Advertisement

LAPD Finding Fewer Campus Drugs : Narcotics: The undercover ‘school buy’ program encounters short supplies. ‘Winning our war,’ Gates says.

Share via
TIMES STAFF WRITER

For the first time in the 17-year history of the Los Angeles Police Department’s high school undercover drug program, young officers posing as high school students had a hard time doing their job, police said.

Not only was it harder to find drugs to buy on campus this semester, some students tried to talk the undercover officers out of using them. Officer Sonia Caballero, 22, who spent the semester trying to buy drugs at Roosevelt High School in Boyle Heights, said students advised her not to get involved with drugs. Others told her they “don’t like to associate with people who use drugs.”

In what police officials interpret as a possible turn in the drug tide on high school campuses across the city, the eight officers assigned to the department’s semiannual “school buy” program all said they encountered kids who tried to talk them out of using drugs.

Advertisement

Police Chief Daryl F. Gates said this was “the very first time” in the program’s history that officers encountered such treatment on campus. “I feel we are moving toward winning our war on drugs (on the campuses),” he said.

Gates said campus drug activity has been steadily declining since the early 1970s, when the school buy program made as many as 300 drug purchases a semester. This spring, Caballero and the other undercover officers made about 165 drug purchases from 139 dealers at nine city high schools.

In announcing the results at a news conference Friday, Gates attributed the decline in part to the program’s notoriety, saying students are more leery about purchasing drugs on campus. This, he added, is the whole purpose of the program. “I want students to look around and worry about using drugs at school,” he said.

Advertisement

While a few years ago Gates estimated that perhaps 80% of students at city high schools used drugs, he said that number appears to have declined significantly. Caballero said her impression was that only about three or four students out of every 10 at Roosevelt use drugs.

Other high schools targeted in the recent operation were North Hollywood, University, Van Nuys, Venice, Marshall, Manual Arts, Locke and Birmingham. The level of drug activity was about the same at all the schools, said Lt. Bud Harper, who heads the department’s juvenile narcotics section.

Marijuana remains the most common drug on campus, but cocaine also is readily available, police said. Officers seized nearly $10,000 worth of drugs, including LSD, amphetamines and psilocybin, a hallucinogenic.

Advertisement

Gates said that 120 suspects have been arrested since May 7 and that more arrests are anticipated.

The number of arrests fluctuates from year to year but generally has been on the decline, figures show.

While the program has been effective in squeezing drug activity on campus, there has been a corresponding surge in activity in the surrounding neighborhoods over the past several years, Harper said.

This year, for instance, about a third of the dealers uncovered in the sting operation were adults. Many of them sold drugs off campus.

In two cases, undercover officers infiltrated rock cocaine trafficking organizations in which adults used students as go-betweens, police said.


WORK ITEM:
What you return should be every line below, word for word, and none of the images.

[Dataset records]
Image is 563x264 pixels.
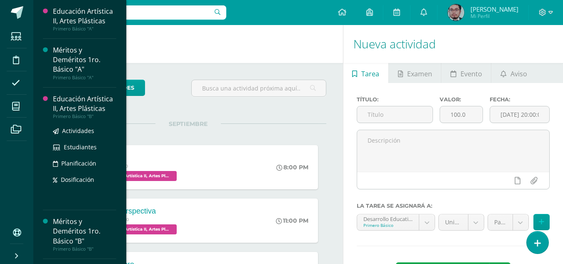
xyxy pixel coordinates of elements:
a: Actividades [53,126,116,135]
span: Parcial (0.0%) [494,214,506,230]
input: Puntos máximos [440,106,482,122]
a: Examen [389,63,441,83]
span: SEPTIEMBRE [155,120,221,127]
div: Primero Básico "B" [53,246,116,252]
input: Busca un usuario... [39,5,226,20]
span: Educación Artística II, Artes Plásticas 'A' [93,171,177,181]
span: Planificación [61,159,96,167]
div: Primero Básico "A" [53,26,116,32]
a: Planificación [53,158,116,168]
input: Fecha de entrega [490,106,549,122]
a: Dosificación [53,174,116,184]
label: Valor: [439,96,483,102]
span: Mi Perfil [470,12,518,20]
a: Unidad 4 [439,214,484,230]
span: Aviso [510,64,527,84]
div: Guia 3 perspectiva [93,207,179,215]
div: Desarrollo Educativo y Proyecto de Vida 'D' [363,214,412,222]
div: Méritos y Deméritos 1ro. Básico "A" [53,45,116,74]
a: Tarea [343,63,388,83]
div: Primero Básico "A" [53,75,116,80]
label: Fecha: [489,96,549,102]
h1: Nueva actividad [353,25,553,63]
a: Parcial (0.0%) [488,214,528,230]
span: Evento [460,64,482,84]
span: Unidad 4 [445,214,461,230]
span: Examen [407,64,432,84]
span: Actividades [62,127,94,135]
a: Educación Artística II, Artes PlásticasPrimero Básico "A" [53,7,116,32]
a: Méritos y Deméritos 1ro. Básico "A"Primero Básico "A" [53,45,116,80]
input: Título [357,106,433,122]
a: Desarrollo Educativo y Proyecto de Vida 'D'Primero Básico [357,214,434,230]
div: Primero Básico "B" [53,113,116,119]
div: Primero Básico [363,222,412,228]
span: Estudiantes [64,143,97,151]
input: Busca una actividad próxima aquí... [192,80,325,96]
a: Educación Artística II, Artes PlásticasPrimero Básico "B" [53,94,116,119]
div: Educación Artística II, Artes Plásticas [53,94,116,113]
a: Aviso [491,63,536,83]
span: Educación Artística II, Artes Plásticas 'D' [93,224,177,234]
span: Dosificación [61,175,94,183]
a: Evento [441,63,491,83]
span: [PERSON_NAME] [470,5,518,13]
label: Título: [356,96,433,102]
img: c79a8ee83a32926c67f9bb364e6b58c4.png [447,4,464,21]
label: La tarea se asignará a: [356,202,549,209]
h1: Actividades [43,25,333,63]
div: 11:00 PM [276,217,308,224]
a: Méritos y Deméritos 1ro. Básico "B"Primero Básico "B" [53,217,116,251]
div: Educación Artística II, Artes Plásticas [53,7,116,26]
span: Tarea [361,64,379,84]
div: Guia 2 [93,153,179,162]
div: 8:00 PM [276,163,308,171]
a: Estudiantes [53,142,116,152]
div: Méritos y Deméritos 1ro. Básico "B" [53,217,116,245]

TASK OUTPUT:
Image is 563x264 pixels.
xyxy pixel coordinates of elements:
a: Actividades [53,126,116,135]
span: Parcial (0.0%) [494,214,506,230]
input: Puntos máximos [440,106,482,122]
a: Examen [389,63,441,83]
span: SEPTIEMBRE [155,120,221,127]
div: Primero Básico "B" [53,246,116,252]
input: Busca un usuario... [39,5,226,20]
span: Educación Artística II, Artes Plásticas 'A' [93,171,177,181]
span: Planificación [61,159,96,167]
div: Primero Básico "A" [53,26,116,32]
a: Planificación [53,158,116,168]
input: Fecha de entrega [490,106,549,122]
a: Dosificación [53,174,116,184]
label: Valor: [439,96,483,102]
span: Mi Perfil [470,12,518,20]
a: Unidad 4 [439,214,484,230]
span: Aviso [510,64,527,84]
div: Guia 3 perspectiva [93,207,179,215]
div: Desarrollo Educativo y Proyecto de Vida 'D' [363,214,412,222]
div: Méritos y Deméritos 1ro. Básico "A" [53,45,116,74]
a: Tarea [343,63,388,83]
div: Primero Básico "A" [53,75,116,80]
label: Fecha: [489,96,549,102]
h1: Nueva actividad [353,25,553,63]
a: Parcial (0.0%) [488,214,528,230]
span: Evento [460,64,482,84]
span: Unidad 4 [445,214,461,230]
span: Examen [407,64,432,84]
span: Actividades [62,127,94,135]
a: Educación Artística II, Artes PlásticasPrimero Básico "A" [53,7,116,32]
a: Méritos y Deméritos 1ro. Básico "A"Primero Básico "A" [53,45,116,80]
input: Título [357,106,433,122]
a: Desarrollo Educativo y Proyecto de Vida 'D'Primero Básico [357,214,434,230]
div: Primero Básico "B" [53,113,116,119]
div: Primero Básico [363,222,412,228]
span: Estudiantes [64,143,97,151]
input: Busca una actividad próxima aquí... [192,80,325,96]
a: Educación Artística II, Artes PlásticasPrimero Básico "B" [53,94,116,119]
div: Educación Artística II, Artes Plásticas [53,94,116,113]
a: Aviso [491,63,536,83]
span: Educación Artística II, Artes Plásticas 'D' [93,224,177,234]
span: Dosificación [61,175,94,183]
a: Evento [441,63,491,83]
span: [PERSON_NAME] [470,5,518,13]
label: Título: [356,96,433,102]
img: c79a8ee83a32926c67f9bb364e6b58c4.png [447,4,464,21]
label: La tarea se asignará a: [356,202,549,209]
h1: Actividades [43,25,333,63]
div: 11:00 PM [276,217,308,224]
a: Méritos y Deméritos 1ro. Básico "B"Primero Básico "B" [53,217,116,251]
div: Educación Artística II, Artes Plásticas [53,7,116,26]
span: Tarea [361,64,379,84]
div: Guia 2 [93,153,179,162]
div: 8:00 PM [276,163,308,171]
a: Estudiantes [53,142,116,152]
div: Méritos y Deméritos 1ro. Básico "B" [53,217,116,245]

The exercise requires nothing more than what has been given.